Exercise materials →
__________

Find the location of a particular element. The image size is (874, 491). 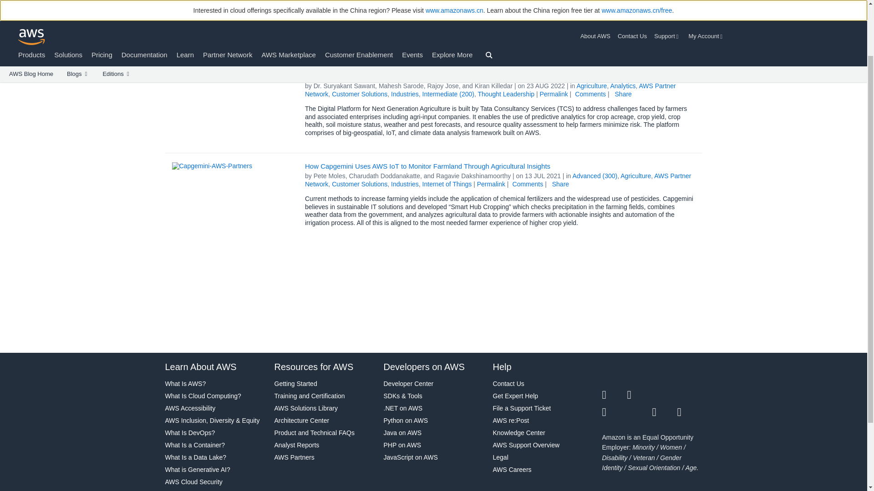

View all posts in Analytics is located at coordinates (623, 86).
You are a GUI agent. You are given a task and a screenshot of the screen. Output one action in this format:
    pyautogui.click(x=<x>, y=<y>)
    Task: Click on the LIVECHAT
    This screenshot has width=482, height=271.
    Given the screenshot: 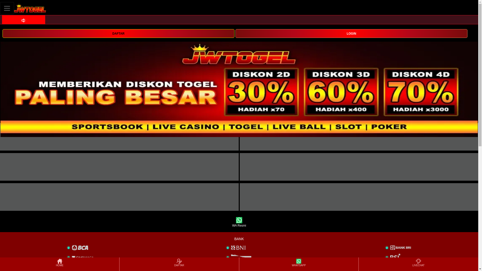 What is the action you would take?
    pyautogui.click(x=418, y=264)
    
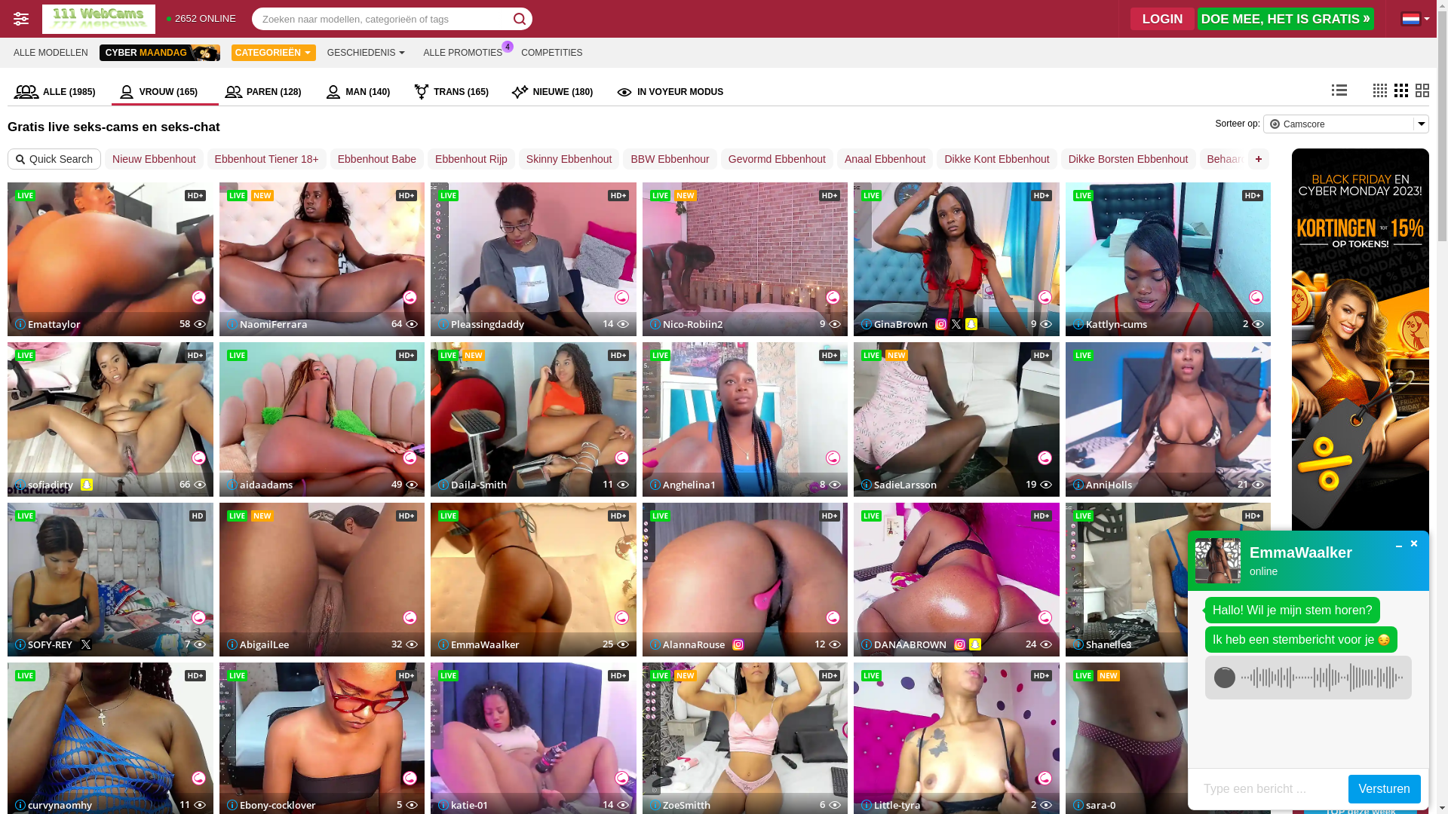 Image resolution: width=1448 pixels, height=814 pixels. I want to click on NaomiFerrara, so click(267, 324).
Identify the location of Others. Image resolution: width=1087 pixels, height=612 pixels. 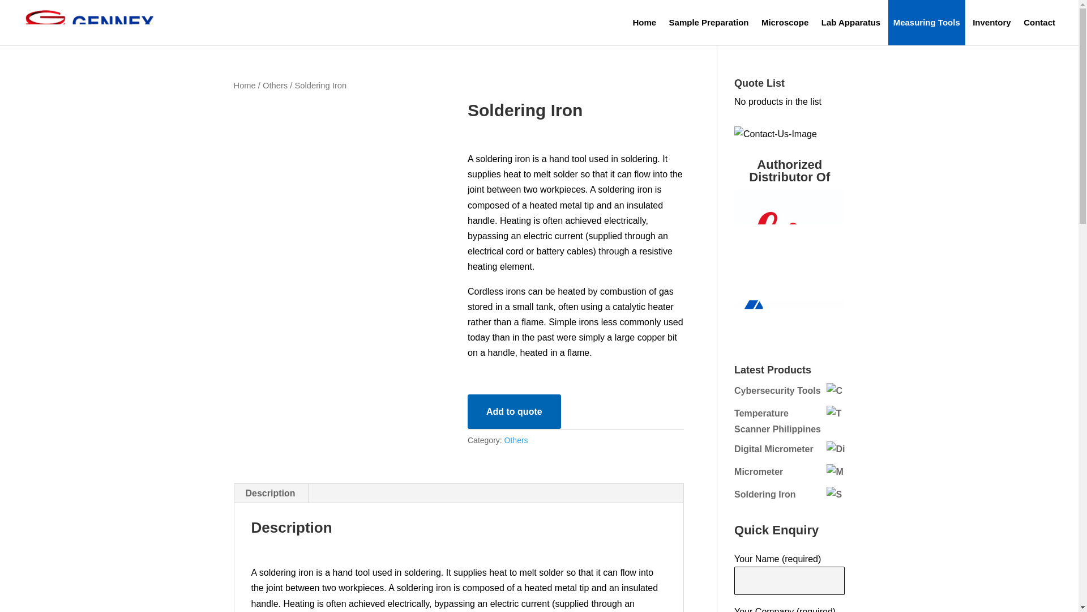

__________

Prompt → Write out exactly the lines between the start of the data and the line with "Task: Click on the LIVECHAT", including both, but none of the pictures.

Answer box →
Find the location of a particular element. The image size is (874, 491). 

View all posts in Analytics is located at coordinates (623, 86).
You are a GUI agent. You are given a task and a screenshot of the screen. Output one action in this format:
    pyautogui.click(x=<x>, y=<y>)
    Task: Click on the LIVECHAT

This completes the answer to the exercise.